What is RSS and why should you care?

by Jack Email

As I was adding the new RSS feed page the other day, I realized that not everyone understands what RSS feeds are all about. Yesterday I told Alice "I'm putting up an RSS feed page, is there anything you'd like on it?" Her reply was "What's an RSS feed?" So what is an RSS feed and why should you care?

Follow up:

Push vs. Pull:
Back in the early 1990's people started talking about a new way to use the internet - "push technology". The idea was simple: send stuff to the user without them having to ask for it. Pointcast Network was the driving force then, allowing you to get data feeds of news and stock prices. Some email systems like the one used on Blackberry devices use this now, the server telling you when you have new mail. Most other email systems only seem this way, however, since you actually have to peridocally reach out and ask ("pull") if you've got mail.

Pointcast and push have since faded, but automated pull has taken its place with RSS and Atom. RSS stands for Really Simple Syndication and Atom is a similar competing format. Syndication is simply making content available for use in many places, like a comic strip which appears in many different newspapers. What RSS and Atom do is provide a framework for the distribution of content between a single source and multiple recipients. Many websites and blogs provide feeds to automate the distribution of their content. RSS is so far winning the syndication format wars because it was the first to allow enclosures of audio and video content which led to 'podcasting' - the syndicated distribution of rich media content.

So... why should you care about any of this? That's easy to answer. The web is a big place with constantly changing content. The web page you visited yesterday or last week has new information which you may be interested in browsing. It is much easier to visit one site which aggregates news for you. Sites such as Drudge Report, Huffington Post, MyYahoo, and iGoogle, for example, are news aggregators which present you with a compact, efficient, and easily readable news (RSS feed) summary. Most aggregators have inherent bias in which news stories they present, so you visit the ones that support your own inherent biases. I can't resist but to point you to something Rasputin the Mad Monk posted here several weeks ago (A Prison of Oneself). Other aggregators allow you to customize your content, such as iGoogle and MyYahoo. Both are excellent in allowing you full control over both the content and look and feel of the final news site. If you do nothing else after reading this post, I urge you to take a minute, click on Netvibes, Bloglines, MyYahoo or iGoogle and set up a page with news that interests you. Of those 4, Yahoo and Google seem to be a little easier to set up. Netvibes can be overwhelming but has a very rich interface and content selection.

There is no functional difference between a news story on the Drudge Report or Yahoo and a RSS feed from a blog you read; syndicated, distributed content, all at your disposal any time you want. So grab a RSS reader like Feedreader, Newsfire, or Liferea, or set up a web-based aggregator like Bloglines, MyYahoo, or NetVibes. Pick the content you want to follow, add some custom RSS feeds (Jackrabbitscrewball comes to mind *cough*) and enjoy your own personalized newspaper every morning with your coffee.

Let me just finish with the killer app (depending on your perspective) of the decade: Twitter. I don't know if Twitter is push or automated pull but it doesn't matter. Twitter is a distributed news feed with just two differences: all news is limited to 140 characters and it is designed to be both read and generated from mobile devices. Regular people send tweets. Bloggers, reporters, celebrities, and companies send tweets too. Tweets are really just distributed content and Twitter is the news reader. The 140 character limit is probably because cellular GSM networks use a control channel that is mostly always connected to a mobile device. The channel uses packets which are 140 bytes in size (1 byte = 8 bits = 1 character). By contrast, SMS messaging uses 7 bits per character and is therefore limited to 160 characters.

There is another difference between a tweet and a RSS content feed. Most RSS feeds contain more serious, thoughtful content while most tweets could be described as "fluff". This isn't a hard and fast rule though, just an observation on how many people use the two technologies differently. Twitter probably should be taken seriously since it offers the benefit of immediacy in a mobile, streamlined 140 character format. Every content stream should be judged on its own merits. After all, Jackrabbitscrewball's outgoing RSS news feed is essentially the same as the outgoing twitter feed.

It won't be long before TweetDeck works as an RSS aggregator too.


● Activity:
Look through the entries below for the line that contains "pixels, height=723 pixels.", then set down that line and each one after it exactly, through the last.
==== Material for this exercise ====
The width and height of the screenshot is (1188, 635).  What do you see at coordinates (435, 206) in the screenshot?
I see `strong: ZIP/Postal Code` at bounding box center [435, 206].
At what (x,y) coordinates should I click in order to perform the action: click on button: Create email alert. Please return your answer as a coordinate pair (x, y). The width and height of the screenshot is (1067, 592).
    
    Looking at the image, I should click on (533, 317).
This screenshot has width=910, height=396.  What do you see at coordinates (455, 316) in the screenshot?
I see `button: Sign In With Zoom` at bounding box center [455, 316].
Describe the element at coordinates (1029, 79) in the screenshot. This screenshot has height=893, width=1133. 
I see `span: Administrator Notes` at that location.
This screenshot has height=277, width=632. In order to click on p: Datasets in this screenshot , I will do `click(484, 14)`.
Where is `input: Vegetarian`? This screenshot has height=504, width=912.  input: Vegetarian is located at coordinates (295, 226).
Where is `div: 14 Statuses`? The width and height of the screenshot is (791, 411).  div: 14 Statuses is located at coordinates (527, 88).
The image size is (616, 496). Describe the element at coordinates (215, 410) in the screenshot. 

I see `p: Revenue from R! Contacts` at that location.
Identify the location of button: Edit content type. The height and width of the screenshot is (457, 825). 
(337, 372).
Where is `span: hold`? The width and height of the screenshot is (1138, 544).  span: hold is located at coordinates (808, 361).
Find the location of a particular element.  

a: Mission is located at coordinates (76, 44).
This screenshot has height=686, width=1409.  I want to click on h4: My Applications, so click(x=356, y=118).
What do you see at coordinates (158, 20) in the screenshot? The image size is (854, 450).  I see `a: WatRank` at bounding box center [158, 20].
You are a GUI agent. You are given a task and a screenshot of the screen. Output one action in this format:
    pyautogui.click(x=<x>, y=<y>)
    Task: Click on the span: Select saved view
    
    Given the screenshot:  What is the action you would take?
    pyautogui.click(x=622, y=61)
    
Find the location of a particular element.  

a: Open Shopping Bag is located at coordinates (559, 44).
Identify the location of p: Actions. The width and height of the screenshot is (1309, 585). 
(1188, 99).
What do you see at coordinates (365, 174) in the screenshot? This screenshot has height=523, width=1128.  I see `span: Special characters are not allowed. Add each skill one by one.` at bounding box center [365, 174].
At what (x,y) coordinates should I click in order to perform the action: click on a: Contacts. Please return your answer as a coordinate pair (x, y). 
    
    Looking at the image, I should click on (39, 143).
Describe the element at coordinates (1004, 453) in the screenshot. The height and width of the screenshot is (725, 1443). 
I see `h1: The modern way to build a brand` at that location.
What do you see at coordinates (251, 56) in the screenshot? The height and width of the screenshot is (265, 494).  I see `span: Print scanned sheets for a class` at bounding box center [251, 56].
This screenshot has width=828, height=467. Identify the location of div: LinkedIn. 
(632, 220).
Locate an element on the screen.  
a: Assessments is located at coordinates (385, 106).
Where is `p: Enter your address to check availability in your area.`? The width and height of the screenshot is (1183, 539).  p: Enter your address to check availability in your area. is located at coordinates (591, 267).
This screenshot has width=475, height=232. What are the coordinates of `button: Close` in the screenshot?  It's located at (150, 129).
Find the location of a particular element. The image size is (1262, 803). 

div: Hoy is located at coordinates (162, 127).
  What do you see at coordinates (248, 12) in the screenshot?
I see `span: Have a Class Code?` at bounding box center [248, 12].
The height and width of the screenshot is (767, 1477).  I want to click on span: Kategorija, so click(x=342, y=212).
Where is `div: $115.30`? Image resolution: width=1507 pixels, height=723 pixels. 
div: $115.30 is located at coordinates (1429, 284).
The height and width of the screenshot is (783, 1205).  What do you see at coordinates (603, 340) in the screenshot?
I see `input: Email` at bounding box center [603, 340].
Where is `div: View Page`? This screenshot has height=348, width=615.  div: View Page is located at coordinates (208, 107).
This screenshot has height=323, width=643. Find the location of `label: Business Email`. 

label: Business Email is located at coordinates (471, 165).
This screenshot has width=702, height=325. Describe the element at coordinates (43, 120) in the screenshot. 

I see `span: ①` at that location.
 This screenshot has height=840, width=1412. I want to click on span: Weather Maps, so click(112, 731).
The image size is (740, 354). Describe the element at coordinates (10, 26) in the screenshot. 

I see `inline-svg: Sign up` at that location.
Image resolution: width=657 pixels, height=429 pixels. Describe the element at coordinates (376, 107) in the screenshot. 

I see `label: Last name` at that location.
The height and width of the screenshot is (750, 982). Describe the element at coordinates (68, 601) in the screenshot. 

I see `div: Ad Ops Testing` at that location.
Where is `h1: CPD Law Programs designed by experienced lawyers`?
====
● Solution to this problem:
Where is `div: $115.30`? Image resolution: width=1507 pixels, height=723 pixels. 
div: $115.30 is located at coordinates (1429, 284).
The height and width of the screenshot is (783, 1205).  What do you see at coordinates (603, 340) in the screenshot?
I see `input: Email` at bounding box center [603, 340].
Where is `div: View Page`? This screenshot has height=348, width=615.  div: View Page is located at coordinates (208, 107).
This screenshot has height=323, width=643. Find the location of `label: Business Email`. 

label: Business Email is located at coordinates (471, 165).
This screenshot has width=702, height=325. Describe the element at coordinates (43, 120) in the screenshot. 

I see `span: ①` at that location.
 This screenshot has height=840, width=1412. I want to click on span: Weather Maps, so click(112, 731).
The image size is (740, 354). Describe the element at coordinates (10, 26) in the screenshot. 

I see `inline-svg: Sign up` at that location.
Image resolution: width=657 pixels, height=429 pixels. Describe the element at coordinates (376, 107) in the screenshot. 

I see `label: Last name` at that location.
The height and width of the screenshot is (750, 982). Describe the element at coordinates (68, 601) in the screenshot. 

I see `div: Ad Ops Testing` at that location.
Where is `h1: CPD Law Programs designed by experienced lawyers`?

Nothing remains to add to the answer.